Tuesday, July 19, 2011

Gill’s Answer To Locke--Science Is About Method And Logical Structure—Not Facts



The Catholic Church condemned the heliocentric view of the universe as “false and contrary to Scripture” (1616) and Galileo, after publishing his most famous work, “Dialogue Concerning The Two Chief World Systems,” was found guilty of heresy and spent the rest of his life under house arrest.

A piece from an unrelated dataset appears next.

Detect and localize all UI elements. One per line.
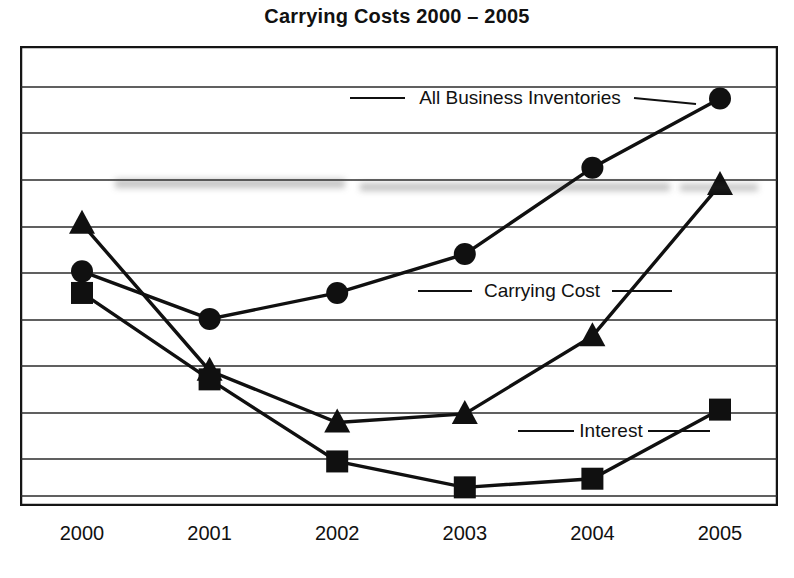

Action And Knowledge Shared A Natural Unity
The Real World--The Subjective World

In order to see how scientific results were produced through the
application of method and analytical thought, "one only had to look at
how Kepler" according to Gill, "cast his solution to the problem of
Mars in geometric form, or how Galileo extended the methods of
Archimedes (his work in hydraulics and mechanics) to the dynamics
dealing with momentum and gravity." Newton's Principia was also
written like a geometry text, and that also was an instructive example
of how method and analytical thought worked together to produce
scientific results. According to Gill, knowledge meant structure;
"systematically ordered structures originating in social or
mathematical milieus." The formal sciences with their axiomatic
deductive arrangements demonstrated that idea. But, so too did human
behavior.

According to Gill, action and knowledge shared a natural unity.
Actions expressed knowledge, not as the "sum of accumulated facts,"
but more as a form of developed action. "Education," Gill was fond of
saying, "totally over estimated the importance of gathering facts."
The empirical disciplines were based on the mistaken assumption that
their methods were scientific. Because of that assumption, the "hard
sciences" became separated from the humanities by bottomless abyss. By
throwing out the worldview of "common sense," Dr. Gill was
reestablishing science and the humanities on same "playing field."
Once all was on equal footing, he was free to pursue his pet
project—applying analytical tools to ethical behavior. His mission,
academically speaking, was to take ethics and morality out of "the
circus sideshow antics of the moral relativists," and put them
squarely back where they belonged—in the rarefied air of logical
necessity.

Well I'm not going to settle that debate here. Whose morality are we
talking about anyhow-- the guy's with the "biggest stick," or the guy
promising eternal life? Most likely our ex-President, Mr. Nixon, would
say, "Hit first, and be ethical latter!" Dr. Gill would say that
doesn't make sense, and would jot down a few theorems to prove it. The
debate goes on!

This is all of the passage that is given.